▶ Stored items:
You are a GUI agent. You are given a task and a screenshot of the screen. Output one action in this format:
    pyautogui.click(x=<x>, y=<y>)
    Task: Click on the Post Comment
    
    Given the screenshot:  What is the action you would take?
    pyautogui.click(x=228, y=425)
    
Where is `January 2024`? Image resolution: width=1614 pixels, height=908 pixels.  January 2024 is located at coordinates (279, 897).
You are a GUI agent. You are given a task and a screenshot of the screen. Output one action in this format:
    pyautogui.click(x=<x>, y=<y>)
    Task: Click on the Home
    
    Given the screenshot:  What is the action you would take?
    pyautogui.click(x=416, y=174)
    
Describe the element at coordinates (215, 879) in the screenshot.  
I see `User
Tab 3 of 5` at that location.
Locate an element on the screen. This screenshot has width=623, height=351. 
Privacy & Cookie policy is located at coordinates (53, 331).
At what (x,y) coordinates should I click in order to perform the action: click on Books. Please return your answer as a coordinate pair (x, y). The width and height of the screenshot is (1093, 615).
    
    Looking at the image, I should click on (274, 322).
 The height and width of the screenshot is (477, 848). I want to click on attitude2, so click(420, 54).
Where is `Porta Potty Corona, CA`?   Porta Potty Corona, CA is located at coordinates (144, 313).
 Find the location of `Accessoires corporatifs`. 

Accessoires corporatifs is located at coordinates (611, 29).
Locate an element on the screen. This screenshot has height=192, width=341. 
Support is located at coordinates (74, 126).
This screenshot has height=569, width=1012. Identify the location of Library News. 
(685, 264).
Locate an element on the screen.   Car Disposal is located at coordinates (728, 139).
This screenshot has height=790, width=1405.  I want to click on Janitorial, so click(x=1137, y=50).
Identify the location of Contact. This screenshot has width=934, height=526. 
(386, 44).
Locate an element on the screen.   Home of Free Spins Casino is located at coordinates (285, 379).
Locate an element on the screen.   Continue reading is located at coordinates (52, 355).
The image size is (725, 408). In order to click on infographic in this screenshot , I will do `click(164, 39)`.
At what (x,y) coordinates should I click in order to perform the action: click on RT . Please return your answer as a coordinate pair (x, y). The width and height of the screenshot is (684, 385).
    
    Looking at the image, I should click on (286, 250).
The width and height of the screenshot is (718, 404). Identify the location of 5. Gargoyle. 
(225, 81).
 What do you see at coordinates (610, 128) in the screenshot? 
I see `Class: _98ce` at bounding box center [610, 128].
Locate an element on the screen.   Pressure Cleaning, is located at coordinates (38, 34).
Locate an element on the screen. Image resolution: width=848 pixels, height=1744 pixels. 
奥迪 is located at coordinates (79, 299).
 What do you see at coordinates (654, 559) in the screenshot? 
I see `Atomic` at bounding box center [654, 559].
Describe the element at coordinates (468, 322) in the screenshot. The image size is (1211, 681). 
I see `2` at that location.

▶ What you have to do: Write out every entry above, word for word.

▶ Task output:
You are a GUI agent. You are given a task and a screenshot of the screen. Output one action in this format:
    pyautogui.click(x=<x>, y=<y>)
    Task: Click on the Post Comment
    
    Given the screenshot:  What is the action you would take?
    pyautogui.click(x=228, y=425)
    
Where is `January 2024`? Image resolution: width=1614 pixels, height=908 pixels.  January 2024 is located at coordinates (279, 897).
You are a GUI agent. You are given a task and a screenshot of the screen. Output one action in this format:
    pyautogui.click(x=<x>, y=<y>)
    Task: Click on the Home
    
    Given the screenshot:  What is the action you would take?
    pyautogui.click(x=416, y=174)
    
Describe the element at coordinates (215, 879) in the screenshot.  
I see `User
Tab 3 of 5` at that location.
Locate an element on the screen. This screenshot has width=623, height=351. 
Privacy & Cookie policy is located at coordinates (53, 331).
At what (x,y) coordinates should I click in order to perform the action: click on Books. Please return your answer as a coordinate pair (x, y). The width and height of the screenshot is (1093, 615).
    
    Looking at the image, I should click on (274, 322).
 The height and width of the screenshot is (477, 848). I want to click on attitude2, so click(420, 54).
Where is `Porta Potty Corona, CA`?   Porta Potty Corona, CA is located at coordinates (144, 313).
 Find the location of `Accessoires corporatifs`. 

Accessoires corporatifs is located at coordinates (611, 29).
Locate an element on the screen. This screenshot has height=192, width=341. 
Support is located at coordinates (74, 126).
This screenshot has height=569, width=1012. Identify the location of Library News. 
(685, 264).
Locate an element on the screen.   Car Disposal is located at coordinates (728, 139).
This screenshot has height=790, width=1405.  I want to click on Janitorial, so click(x=1137, y=50).
Identify the location of Contact. This screenshot has width=934, height=526. 
(386, 44).
Locate an element on the screen.   Home of Free Spins Casino is located at coordinates (285, 379).
Locate an element on the screen.   Continue reading is located at coordinates (52, 355).
The image size is (725, 408). In order to click on infographic in this screenshot , I will do `click(164, 39)`.
At what (x,y) coordinates should I click in order to perform the action: click on RT . Please return your answer as a coordinate pair (x, y). The width and height of the screenshot is (684, 385).
    
    Looking at the image, I should click on (286, 250).
The width and height of the screenshot is (718, 404). Identify the location of 5. Gargoyle. 
(225, 81).
 What do you see at coordinates (610, 128) in the screenshot? 
I see `Class: _98ce` at bounding box center [610, 128].
Locate an element on the screen.   Pressure Cleaning, is located at coordinates (38, 34).
Locate an element on the screen. Image resolution: width=848 pixels, height=1744 pixels. 
奥迪 is located at coordinates (79, 299).
 What do you see at coordinates (654, 559) in the screenshot? 
I see `Atomic` at bounding box center [654, 559].
Describe the element at coordinates (468, 322) in the screenshot. The image size is (1211, 681). 
I see `2` at that location.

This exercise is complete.